1. "Mother and Child" Kitagawa Utamaro (1793) Japanese
We tend to forget the small gestures and interactions with our mothers — the feelings that a single moment could stir in our youngest hearts. Utamaro creates a humorous scene between a mother, an infant child and another woman, possibly an older daughter or maid. He maintains that quiet elegance and beauty we have always admired in our mothers. How many of us recall watching her morning routine, sitting on the bed as she rouged her cheeks — some of our earliest understandings of what femininity could be. The mother casts a lighthearted energy across the piece by simply sticking out her tongue, as the woman beside her struggles to contain her laughter.
2. "Christ Appearing to His Mother" Juan de Flandes (1496) Netherlandish
Some of us may consider the Virgin Mary the original mother. Viewed through the lens of Mother's Day, she becomes something more familiar, a simple mother who gave her son to the world. There is something beautiful in the idea that we choose our mothers before we are born, giving quiet purpose to something as natural as love itself. De Flandes replicated Rogier van der Weyden's original almost exactly for Queen Isabella of Castile, a piece that carried deep personal significance as her father had once owned the very painting himself. At its heart, it tells a quietly devastating story — a man betrayed by those he loved, who upon resurrection sought out the one person he knew would always be there. His mother. This Mother's Day, let that be the reminder to thank our mothers.
3. "Young Mother Gazing at Her Child" William Bouguereau (1871) French
This simple piece provides us with the everyday, ordinary to us but everything to her. Those small moments where we can be acting like rascals and yet through our mothers' eyes we are depicted as angels who bring light to the everyday. Bouguereau perfectly captures that tender gaze, something he made look effortless in most of his work, and only a mother can give. No matter what wild one you are, to them we will always be their little ray of sunshine.The bright colors the mother brings into a darker room emphasize the beams of light that give a halo to her little one, alongside the coziness of her cooking, the warm fire and the greens scattered across their kitchen. And perhaps that is the most honest portrait of motherhood, not the grand gestures but the quiet ordinary ones.
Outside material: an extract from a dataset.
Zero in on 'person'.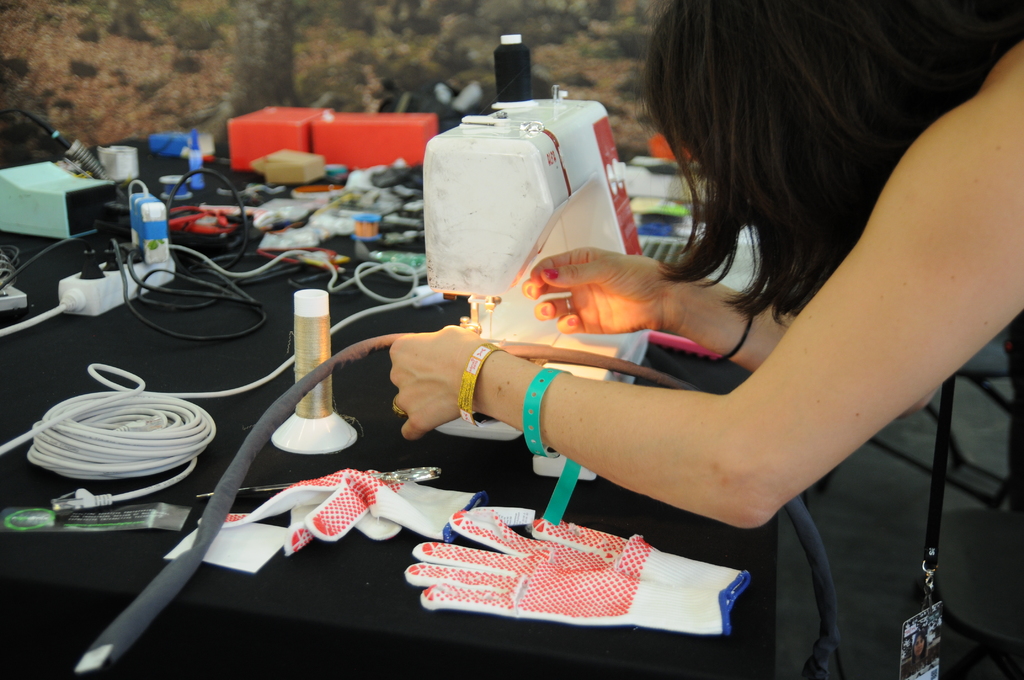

4. "Mother and Child" Njideka Akunyili Crosby (2016) Nigerian
There is something about watching someone look at an old photograph of their mother. That quiet moment where you find yourself in a room full of her, in the fabric she loved, in the photos she kept, in everything she left behind. Akunyili Crosby builds this world from fragments of real family photographs pressed into the floor and fabric made in honor of her own mother, turning personal grief into something we can all walk into. She sits with her back to us but we feel it all the same. This Mother's Day is for those of us who can no longer pick up the phone, who celebrate with memory instead of presence. She may not be here but she is still everywhere, in the culture she passed down, in the person you became, in the room you still feel her in.
5. "Mother and Child on a Bench" Pablo Picasso (1901) Spanish
Nobody talks enough about how hard it is. The sleepless nights, the silent struggles, the weight of giving everything you have to someone else. Picasso captures that here in the cool blues and greens that wash over her tired body, a color he used in this period to speak of hardship and melancholy, one that seems to seep from the inside out. And yet the baby in her arms remains the warmest brightest thing in the room, still glowing while she carries it all. That is motherhood in its most honest form, giving your light to someone else even on the days you feel you have none left. This Mother's Day, tell her you noticed. Tell her that even on the days she felt like she was running on empty, she was still the brightest thing in your world too.